Where to display reviews
Reviews convert in three specific places. Anywhere else is decoration.
Product detail page (PDP). Aggregate score + star count near the title, then 3β5 most recent reviews lower down. Recent matters more than top-rated β a customer wants to know what shipping looks like this month, not last summer. Cross-link to the PDP layout article for placement details.
Homepage. Aggregate only β "4.7 from 312 reviews" with the platform logo, plus 2β3 quote excerpts. Below the hero, above the fold. Don't dump 20 reviews on the homepage; nobody scrolls a wall of testimonials.
Category page. Star count under each product tile in the grid. Tiny, but moves conversion meaningfully β visitors scanning a 24-product grid for "Pet-friendly plants" filter mentally on the stars before they click. See the collection page article for tile metadata.
What not to do: a dedicated /reviews page on its own. Nobody navigates there. The widget in the footer of every page also adds nothing β visitors don't read footers.
Negative reviews: the two-sentence rule
You will get negative reviews. Plants travel poorly, customers under-water, expectations don't always match. Public response, brief, in two sentences.
Sentence 1: acknowledge the specific issue. Sentence 2: what you did or are doing about it. That's the entire reply.
"Sorry to hear the Calathea arrived with damaged leaves β that's not the standard. We've sent a replacement on us, with extra packing for the second leg."
What kills you: the defensive paragraph. Six lines explaining packaging procedures, blaming the carrier, citing return policy clauses.

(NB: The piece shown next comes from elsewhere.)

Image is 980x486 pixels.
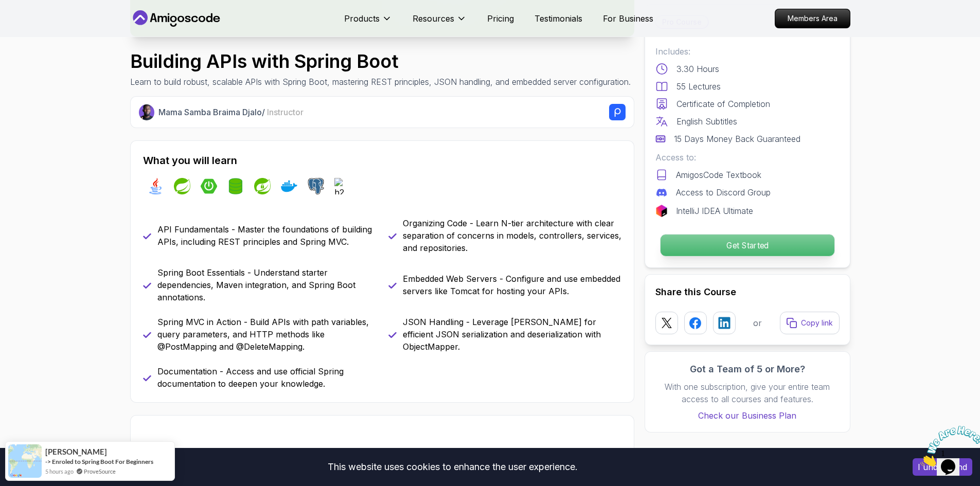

Future customers reading the review skip your reply after the second sentence. The defensive answer reads as "this happens often and we have a script for it" β which is exactly the impression you don't want.
One review per month going wrong is fine and actually credible. A pattern of the same complaint (always damaged in transit, always wrong size shipped) is an operational signal β fix the cause, not the reviews.
Next action
Today: install Judge.me on your Shopify or WooCommerce shop (free tier is enough to start). Set the post-purchase email to trigger 3 days after delivery confirmation. Send a one-line message to 10 people from your network asking them to place a real order before launch β that's your seed batch.
This week: add the aggregate widget to your homepage above the fold and turn on PDP reviews. Add star counts to category tiles in your theme settings. Don't worry about Google Reviews for week one; activate Google Business Profile in month two when you have something to show.